Maker and former One Laptop computer Per Baby staffer C. Scott Ananian has designed a quality-of-life improve for the OpenEVSE electrical automobile charging station, providing a capacitive touchpad and radio-frequency identification (RFID) reader to assist preserve your charger safe but permit third occasion entry on-demand.
“This venture replaces the unique entrance panel of the OpenEVSE open-hardware EVSE [Electric Vehicle Supply Equipment] charger with a brand new entrance panel with a capacitive-touch keypad and RFID reader,” Ananian explains of the venture. “This enables fundamental entry management in your charger: you’ll be able to assign PINs and observe utilization by PIN, preserve your charger ‘principally locked’ however permit people who contact you on PlugShare [an EVSE sharing service] to drop by and cost when you give them a pin, and so on. For frequent customers you may give out RFID playing cards as nicely, and observe utilization by card ID.”
A sensible front-panel improve for OpenEVSE chargers makes it simpler to securely share vitality on companies like PlugShare. (📷: C. Scott Ananian)
The OpenEVSE venture goals to ship an open supply various to off-the-shelf electrical automobile charging stations, and is available in its default configuration with a design that slots into the Polycase ML-85 weatherproof enclosure. Ananian’s mod, although, replaces the printed entrance panel with a capacitive contact PCB, lit to be used at night time by “reverse-gullwing” LEDs on the again facet.
“I’ve acquired three of them working at my home now,” Ananian says of the most recent revision of the board, which swaps a black solder masks layer for white with the intention to scale back warmth build-up within the solar. “Two for our private EVs (a [Tesla] Mannequin Y and a Fiat 500e) and yet one more for public use. We may give out PINs for the general public charger after we’re contacted by way of PlugShare, or for neighbors who want a spot to cost, which lets us observe utilization.”
Ananian has launched the venture for others to construct, however does warn of some “bodges” in its design — and the potential to resolve them in a future third revision. “The CAP1214 chip I am utilizing for the capacitive keypad has solely 11 LED outputs, whereas there are twelve keys on the keypad,” he explains.
The PCB sits behind the clear entrance of a weatherproof housing, making certain it’s going to preserve working come rain or shine. (📷: C. Scott Ananian)
“I hacked round this in v1 and v2 by wiring the ‘again’ and ‘enter’ keys LEDs in parallel,” Ananian continues, “so each LEDs blinked whenever you pressed both of them. The second bodge is the extra ordinary ‘dumb mistake’ sort, the place I would managed to quick two traces within the PCB format in a method that the DRC [Design Rules Check] did not catch; therefore the ‘inexperienced’ (truly orange) wire working from U3 to the capacitive pad for key ‘3.’”
Extra particulars on the venture are avalable on Ananian’s Hackaday.io web page, whereas design information are printed to GitHub beneath the reciprocal Inventive Commons Attribution-ShareAlike 4.0 license.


__TRY IT__: Pull every line with the word "Materials" out of the entries below.

(Entries from a dataset of interfaces)
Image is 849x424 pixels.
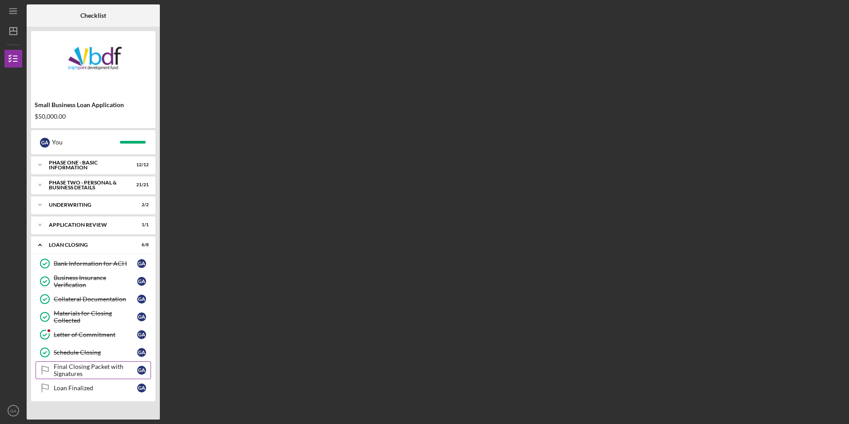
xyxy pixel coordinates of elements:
div: G A [137,348,146,357]
div: Small Business Loan Application [35,101,152,108]
div: Phase One - Basic Information [49,160,127,170]
div: You [52,135,120,150]
div: G A [137,259,146,268]
img: Product logo [31,36,155,89]
div: G A [137,330,146,339]
div: Business Insurance Verification [54,274,137,288]
div: 2 / 2 [133,202,149,207]
div: Letter of Commitment [54,331,137,338]
div: G A [137,277,146,286]
a: Materials for Closing CollectedGA [36,308,151,325]
a: Loan FinalizedGA [36,379,151,397]
div: Loan Finalized [54,384,137,391]
div: Application Review [49,222,127,227]
a: Schedule ClosingGA [36,343,151,361]
a: Collateral DocumentationGA [36,290,151,308]
div: Collateral Documentation [54,295,137,302]
a: Letter of CommitmentGA [36,325,151,343]
div: 12 / 12 [133,162,149,167]
div: 21 / 21 [133,182,149,187]
a: Bank Information for ACHGA [36,254,151,272]
div: Bank Information for ACH [54,260,137,267]
a: Business Insurance VerificationGA [36,272,151,290]
div: Final Closing Packet with Signatures [54,363,137,377]
text: GA [10,408,16,413]
div: G A [137,383,146,392]
div: G A [137,365,146,374]
div: Materials for Closing Collected [54,309,137,324]
div: $50,000.00 [35,113,152,120]
b: Checklist [80,12,106,19]
div: Underwriting [49,202,127,207]
a: Final Closing Packet with SignaturesGA [36,361,151,379]
button: GA [4,401,22,419]
div: G A [137,312,146,321]
div: G A [137,294,146,303]
div: Loan Closing [49,242,127,247]
div: 1 / 1 [133,222,149,227]
div: G A [40,138,50,147]
div: PHASE TWO - PERSONAL & BUSINESS DETAILS [49,180,127,190]
div: 6 / 8 [133,242,149,247]
div: Schedule Closing [54,349,137,356]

__RESULT OF THE TASK__:
a: Materials for Closing CollectedGA [36,308,151,325]
div: Materials for Closing Collected [54,309,137,324]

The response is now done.